LOGOS • GRAPHICS • IDENTITY • & • MEANING
I’m in cemeteries frequently and I’ve noticed a trend. Headstones decorated with little emblems or graphics, things that were important to the deceased. A canoe, bowling pins, a ball of yarn and knitting needles, a tractor, the Chicago Cubs’ logo, a warm pie, a man fishing.
I think I understand. People want something specific to be remembered by, some characteristic beyond names and dates. Personalization.
But in a cemetery, where we are so close to the nub of things, where a whiff of eternity lingers in the air, these symbols seem strangely frothy and fleeting to me. Really, do I want to be marked for centuries as a lover of Boston Terriers or admirer of Volkswagens?
Being critical of someone else’s gravestone seems pretty harsh, I realize.
I wonder if more than personalization, what we’re seeing is a search for identity—dare I say “meaning”? In a post-Christian time, old symbols, identities, and tribal markers don’t carry the meaning they once did. So, here lie Mr. & Mrs. Jones. He loved to fish and she was a wonderful baker.
On a recent long road trip, I was observing the stickers that decorate rear windows and bumpers of cars and trucks. Bumper stickers seem more or less out. There is still the occasional Prius with twenty different liberal causes, and the Denali with “Drill, Baby Drill” and “Don’t Tread on Me.” (They sure don’t look tread upon.) I always wonder if there isn’t a little self-mockery in those vehicles festooned with twenty stickers of whatever persuasion. After the “Compost” and “Co-Exist” stickers, they decided simply to let it rip.
Instead of bumper stickers, sports teams’ logos seem to be the favorite these days. Not the discreet window sticker the size of a saucer. These are the size of a dinner plate. Yes, well-known pro logos, but also all sorts of colleges, maybe high schools, too. One menacing creature followed by yet another even more belligerent mascot. I’m a sports fan. I understand team loyalty, school pride. But there is no team I could ever care enough about to put an 18 inch logo on my car window.
I’m trying to understand my disquiet with logos and graphics on cars and tombstones. Worst case, it expresses that Dutch Reformed aversion to calling attention to yourself. Pride in our humility. Never push yourself forward. Stark and austere claiming to be tasteful. Or maybe I should confess to some haughtiness. (Two weeks ago here on The Twelve I learned that basically I am a snob!) These stickers, graphics, and logos are “beneath me.” Ouch! Mea culpa.
On the search for identity and tribe in a post-Christian culture, maybe I just need to accept that a rose, a rainbow, a wolf, or hawk do give people a sense of belonging. To consider such things unfit for eternal identity, to pity those who look to quilting or deer hunting as their lives’ greatest markers—maybe it is Christian imperialism at its worst, a denial of the goodness and joys of the world. More mea culpa?
The best motivation for my feelings of concern is so faint that I am not sure I can really claim it—only hope it. I’ve never thought of myself as an iconoclast. The very reason I notice these all these logos and emblems is because I am an amateur enthusiast of graphic design, symbols, wordmarks, fonts and the like. Like most in my generation, my theological training taught me to be ashamed of my statue-smashing Reformed ancestors and the philistine distrusters of art and beauty.
But maybe some healthy iconoclasm resides quietly deep within me. Just as there is no image, no word, no symbol that can ever hope to express the glory of God, so I can’t imagine an image that fully conveys who I am, or who you are. Our lives are too complex, too splendid, too immeasurable to find expression in a sticker, graphic, or logo. Maybe less is more.
Leaving these lofty and theoretical ridges for the plain of everyday life, what do I actually have on my car’s window or want on my gravestone? On the car I have a logo that our congregation “borrowed” from El Camino de Santiago, the popular pilgrimage in Spain, for our sesquicentennial—a stylized scallop shell. I like the fact that it suggests journey, baptism, even begging. I like that it is beautiful. I like that it is quietly Christian, but not in anyone’s face, maybe almost arcane
And as for my gravestone, I hope that’s a bit premature. I’ve always liked the inscription on William of Orange’s tomb in Delft, Netherlands, Resurrectionem Expectat (Awaiting the Resurrection) Not in Latin, of course. That would be snobby.
Maybe also why so many young folks are getting tattoos.
Yes, I don’t get all the bumper-stickers or tattoos either. I guess I am more apophatic in my religiosity than I think I am.
Having seen this line, ” that Dutch Reformed aversion to calling attention to yourself. Pride in our humility. Never push yourself forward. Stark and austere claiming to be tasteful,” I was reminded on one cross cultural aspect of my marriage, a Southern Californian reared far from any center of Duchiness married to a midwesterner steeped in the aforementioned aversion. About the only thing I want in life is to call attention to myself. It’s one of the hardest things my longsuffering spouse has to deal with.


Work request: A complete and exact copy of the data below is the task.

Given information:
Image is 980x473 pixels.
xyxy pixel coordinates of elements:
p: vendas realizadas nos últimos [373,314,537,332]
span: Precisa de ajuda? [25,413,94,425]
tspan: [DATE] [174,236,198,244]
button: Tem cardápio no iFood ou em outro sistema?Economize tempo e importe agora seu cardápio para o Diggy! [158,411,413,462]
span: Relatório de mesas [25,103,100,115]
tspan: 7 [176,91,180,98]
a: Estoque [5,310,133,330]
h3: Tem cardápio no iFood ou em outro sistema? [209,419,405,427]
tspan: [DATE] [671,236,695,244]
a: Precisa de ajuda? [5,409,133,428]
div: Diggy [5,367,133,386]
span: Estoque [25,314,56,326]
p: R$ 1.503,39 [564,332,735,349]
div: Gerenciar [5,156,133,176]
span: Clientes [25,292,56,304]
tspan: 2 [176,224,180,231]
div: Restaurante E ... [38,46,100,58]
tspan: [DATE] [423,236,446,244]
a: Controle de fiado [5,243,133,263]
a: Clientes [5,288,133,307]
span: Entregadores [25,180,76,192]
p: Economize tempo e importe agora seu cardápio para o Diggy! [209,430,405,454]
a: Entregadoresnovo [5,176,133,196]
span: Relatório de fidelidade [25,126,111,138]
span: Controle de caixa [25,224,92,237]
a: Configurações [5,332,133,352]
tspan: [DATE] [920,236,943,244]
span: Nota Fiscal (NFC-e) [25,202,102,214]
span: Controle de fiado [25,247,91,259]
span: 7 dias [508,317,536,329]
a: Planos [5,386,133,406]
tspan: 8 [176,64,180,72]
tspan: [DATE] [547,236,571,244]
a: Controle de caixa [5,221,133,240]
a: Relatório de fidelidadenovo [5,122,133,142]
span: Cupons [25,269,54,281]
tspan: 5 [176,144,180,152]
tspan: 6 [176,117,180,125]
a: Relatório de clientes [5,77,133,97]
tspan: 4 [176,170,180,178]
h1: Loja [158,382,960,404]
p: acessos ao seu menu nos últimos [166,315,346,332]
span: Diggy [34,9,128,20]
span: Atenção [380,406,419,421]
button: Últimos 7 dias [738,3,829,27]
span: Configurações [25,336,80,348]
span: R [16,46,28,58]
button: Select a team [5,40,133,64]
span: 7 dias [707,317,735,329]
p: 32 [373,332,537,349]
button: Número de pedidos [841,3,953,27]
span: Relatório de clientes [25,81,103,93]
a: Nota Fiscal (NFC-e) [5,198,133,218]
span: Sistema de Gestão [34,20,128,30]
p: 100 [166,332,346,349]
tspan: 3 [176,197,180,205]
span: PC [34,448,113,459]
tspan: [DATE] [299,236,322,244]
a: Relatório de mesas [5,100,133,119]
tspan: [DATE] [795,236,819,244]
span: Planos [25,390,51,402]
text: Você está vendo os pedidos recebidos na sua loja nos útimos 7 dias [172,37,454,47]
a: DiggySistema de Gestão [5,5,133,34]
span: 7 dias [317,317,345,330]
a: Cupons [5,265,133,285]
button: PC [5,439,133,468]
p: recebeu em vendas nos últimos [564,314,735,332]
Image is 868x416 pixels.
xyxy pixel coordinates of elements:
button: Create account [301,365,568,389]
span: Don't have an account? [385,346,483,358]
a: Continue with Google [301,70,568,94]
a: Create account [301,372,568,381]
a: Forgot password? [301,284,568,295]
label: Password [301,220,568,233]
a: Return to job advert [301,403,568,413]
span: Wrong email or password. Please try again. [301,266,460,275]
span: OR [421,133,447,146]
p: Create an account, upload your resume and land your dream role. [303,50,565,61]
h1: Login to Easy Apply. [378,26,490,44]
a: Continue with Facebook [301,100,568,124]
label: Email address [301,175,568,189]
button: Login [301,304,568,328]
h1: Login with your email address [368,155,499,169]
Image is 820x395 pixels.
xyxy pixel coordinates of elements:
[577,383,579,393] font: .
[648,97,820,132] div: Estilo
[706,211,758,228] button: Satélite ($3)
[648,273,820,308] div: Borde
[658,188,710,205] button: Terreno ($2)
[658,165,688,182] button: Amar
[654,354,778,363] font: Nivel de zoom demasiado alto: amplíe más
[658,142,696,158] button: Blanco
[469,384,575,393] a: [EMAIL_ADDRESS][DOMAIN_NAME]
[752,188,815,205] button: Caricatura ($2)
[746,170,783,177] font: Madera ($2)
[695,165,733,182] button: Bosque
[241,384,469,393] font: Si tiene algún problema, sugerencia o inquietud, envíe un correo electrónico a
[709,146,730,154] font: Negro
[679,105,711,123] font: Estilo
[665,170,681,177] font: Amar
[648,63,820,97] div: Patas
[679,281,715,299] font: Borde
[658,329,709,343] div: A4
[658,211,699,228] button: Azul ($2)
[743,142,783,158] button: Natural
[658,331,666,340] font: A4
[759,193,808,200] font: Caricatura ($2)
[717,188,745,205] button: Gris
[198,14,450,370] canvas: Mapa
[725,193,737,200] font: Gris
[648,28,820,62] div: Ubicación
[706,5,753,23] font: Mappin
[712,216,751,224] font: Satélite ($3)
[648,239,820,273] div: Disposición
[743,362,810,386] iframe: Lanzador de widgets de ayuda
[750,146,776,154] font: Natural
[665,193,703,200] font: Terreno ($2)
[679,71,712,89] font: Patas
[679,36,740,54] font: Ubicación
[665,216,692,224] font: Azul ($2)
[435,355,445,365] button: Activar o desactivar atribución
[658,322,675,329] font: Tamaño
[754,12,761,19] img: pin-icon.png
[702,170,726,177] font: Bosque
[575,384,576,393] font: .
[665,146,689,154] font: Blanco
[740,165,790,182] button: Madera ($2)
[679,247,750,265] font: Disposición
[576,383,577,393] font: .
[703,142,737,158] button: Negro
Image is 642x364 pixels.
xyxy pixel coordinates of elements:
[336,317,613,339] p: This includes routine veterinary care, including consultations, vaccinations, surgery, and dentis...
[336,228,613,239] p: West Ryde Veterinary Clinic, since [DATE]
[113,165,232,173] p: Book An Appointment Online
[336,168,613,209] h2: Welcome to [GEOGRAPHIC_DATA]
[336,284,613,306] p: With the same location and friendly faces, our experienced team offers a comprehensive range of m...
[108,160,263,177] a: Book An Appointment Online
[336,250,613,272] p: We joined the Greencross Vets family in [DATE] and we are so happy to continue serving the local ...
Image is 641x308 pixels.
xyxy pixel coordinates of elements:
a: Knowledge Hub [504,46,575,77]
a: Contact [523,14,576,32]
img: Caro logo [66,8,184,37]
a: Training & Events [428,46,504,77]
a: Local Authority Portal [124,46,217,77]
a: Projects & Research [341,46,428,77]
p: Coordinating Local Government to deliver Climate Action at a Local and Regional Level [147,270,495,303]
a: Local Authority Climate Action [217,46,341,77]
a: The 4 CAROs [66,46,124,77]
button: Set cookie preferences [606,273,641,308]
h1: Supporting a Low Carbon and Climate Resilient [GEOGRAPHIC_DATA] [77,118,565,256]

Your solution:
Image is 980x473 pixels.
xyxy pixel coordinates of elements:
p: vendas realizadas nos últimos [373,314,537,332]
span: Precisa de ajuda? [25,413,94,425]
tspan: [DATE] [174,236,198,244]
button: Tem cardápio no iFood ou em outro sistema?Economize tempo e importe agora seu cardápio para o Diggy! [158,411,413,462]
span: Relatório de mesas [25,103,100,115]
tspan: 7 [176,91,180,98]
a: Estoque [5,310,133,330]
h3: Tem cardápio no iFood ou em outro sistema? [209,419,405,427]
tspan: [DATE] [671,236,695,244]
a: Precisa de ajuda? [5,409,133,428]
div: Diggy [5,367,133,386]
span: Estoque [25,314,56,326]
p: R$ 1.503,39 [564,332,735,349]
div: Gerenciar [5,156,133,176]
span: Clientes [25,292,56,304]
tspan: 2 [176,224,180,231]
div: Restaurante E ... [38,46,100,58]
tspan: [DATE] [423,236,446,244]
a: Controle de fiado [5,243,133,263]
a: Clientes [5,288,133,307]
span: Entregadores [25,180,76,192]
p: Economize tempo e importe agora seu cardápio para o Diggy! [209,430,405,454]
a: Entregadoresnovo [5,176,133,196]
span: Relatório de fidelidade [25,126,111,138]
span: Controle de caixa [25,224,92,237]
a: Configurações [5,332,133,352]
tspan: [DATE] [920,236,943,244]
span: Nota Fiscal (NFC-e) [25,202,102,214]
span: Controle de fiado [25,247,91,259]
span: 7 dias [508,317,536,329]
a: Planos [5,386,133,406]
tspan: 8 [176,64,180,72]
tspan: [DATE] [547,236,571,244]
a: Controle de caixa [5,221,133,240]
a: Relatório de fidelidadenovo [5,122,133,142]
span: Cupons [25,269,54,281]
tspan: 5 [176,144,180,152]
tspan: 6 [176,117,180,125]
a: Relatório de clientes [5,77,133,97]
tspan: 4 [176,170,180,178]
h1: Loja [158,382,960,404]
p: acessos ao seu menu nos últimos [166,315,346,332]
span: Diggy [34,9,128,20]
span: Atenção [380,406,419,421]
button: Últimos 7 dias [738,3,829,27]
span: Configurações [25,336,80,348]
span: R [16,46,28,58]
button: Select a team [5,40,133,64]
span: 7 dias [707,317,735,329]
p: 32 [373,332,537,349]
button: Número de pedidos [841,3,953,27]
span: Relatório de clientes [25,81,103,93]
a: Nota Fiscal (NFC-e) [5,198,133,218]
span: Sistema de Gestão [34,20,128,30]
p: 100 [166,332,346,349]
tspan: 3 [176,197,180,205]
span: PC [34,448,113,459]
tspan: [DATE] [299,236,322,244]
a: Relatório de mesas [5,100,133,119]
tspan: [DATE] [795,236,819,244]
span: Planos [25,390,51,402]
text: Você está vendo os pedidos recebidos na sua loja nos útimos 7 dias [172,37,454,47]
a: DiggySistema de Gestão [5,5,133,34]
span: 7 dias [317,317,345,330]
a: Cupons [5,265,133,285]
button: PC [5,439,133,468]
p: recebeu em vendas nos últimos [564,314,735,332]
Image is 868x416 pixels.
xyxy pixel coordinates of elements:
button: Create account [301,365,568,389]
span: Don't have an account? [385,346,483,358]
a: Continue with Google [301,70,568,94]
a: Create account [301,372,568,381]
a: Forgot password? [301,284,568,295]
label: Password [301,220,568,233]
a: Return to job advert [301,403,568,413]
span: Wrong email or password. Please try again. [301,266,460,275]
span: OR [421,133,447,146]
p: Create an account, upload your resume and land your dream role. [303,50,565,61]
h1: Login to Easy Apply. [378,26,490,44]
a: Continue with Facebook [301,100,568,124]
label: Email address [301,175,568,189]
button: Login [301,304,568,328]
h1: Login with your email address [368,155,499,169]
Image is 820x395 pixels.
xyxy pixel coordinates of elements:
[577,383,579,393] font: .
[648,97,820,132] div: Estilo
[706,211,758,228] button: Satélite ($3)
[648,273,820,308] div: Borde
[658,188,710,205] button: Terreno ($2)
[658,165,688,182] button: Amar
[654,354,778,363] font: Nivel de zoom demasiado alto: amplíe más
[658,142,696,158] button: Blanco
[469,384,575,393] a: [EMAIL_ADDRESS][DOMAIN_NAME]
[752,188,815,205] button: Caricatura ($2)
[746,170,783,177] font: Madera ($2)
[695,165,733,182] button: Bosque
[241,384,469,393] font: Si tiene algún problema, sugerencia o inquietud, envíe un correo electrónico a
[709,146,730,154] font: Negro
[679,105,711,123] font: Estilo
[665,170,681,177] font: Amar
[648,63,820,97] div: Patas
[679,281,715,299] font: Borde
[658,329,709,343] div: A4
[658,211,699,228] button: Azul ($2)
[743,142,783,158] button: Natural
[658,331,666,340] font: A4
[759,193,808,200] font: Caricatura ($2)
[717,188,745,205] button: Gris
[198,14,450,370] canvas: Mapa
[725,193,737,200] font: Gris
[648,28,820,62] div: Ubicación
[706,5,753,23] font: Mappin
[712,216,751,224] font: Satélite ($3)
[648,239,820,273] div: Disposición
[743,362,810,386] iframe: Lanzador de widgets de ayuda
[750,146,776,154] font: Natural
[665,193,703,200] font: Terreno ($2)
[679,71,712,89] font: Patas
[679,36,740,54] font: Ubicación
[665,216,692,224] font: Azul ($2)
[435,355,445,365] button: Activar o desactivar atribución
[658,322,675,329] font: Tamaño
[754,12,761,19] img: pin-icon.png
[702,170,726,177] font: Bosque
[575,384,576,393] font: .
[665,146,689,154] font: Blanco
[740,165,790,182] button: Madera ($2)
[679,247,750,265] font: Disposición
[576,383,577,393] font: .
[703,142,737,158] button: Negro
Image is 642x364 pixels.
xyxy pixel coordinates of elements:
[336,317,613,339] p: This includes routine veterinary care, including consultations, vaccinations, surgery, and dentis...
[336,228,613,239] p: West Ryde Veterinary Clinic, since [DATE]
[113,165,232,173] p: Book An Appointment Online
[336,168,613,209] h2: Welcome to [GEOGRAPHIC_DATA]
[336,284,613,306] p: With the same location and friendly faces, our experienced team offers a comprehensive range of m...
[108,160,263,177] a: Book An Appointment Online
[336,250,613,272] p: We joined the Greencross Vets family in [DATE] and we are so happy to continue serving the local ...
Image is 641x308 pixels.
xyxy pixel coordinates of elements:
a: Knowledge Hub [504,46,575,77]
a: Contact [523,14,576,32]
img: Caro logo [66,8,184,37]
a: Training & Events [428,46,504,77]
a: Local Authority Portal [124,46,217,77]
a: Projects & Research [341,46,428,77]
p: Coordinating Local Government to deliver Climate Action at a Local and Regional Level [147,270,495,303]
a: Local Authority Climate Action [217,46,341,77]
a: The 4 CAROs [66,46,124,77]
button: Set cookie preferences [606,273,641,308]
h1: Supporting a Low Carbon and Climate Resilient [GEOGRAPHIC_DATA] [77,118,565,256]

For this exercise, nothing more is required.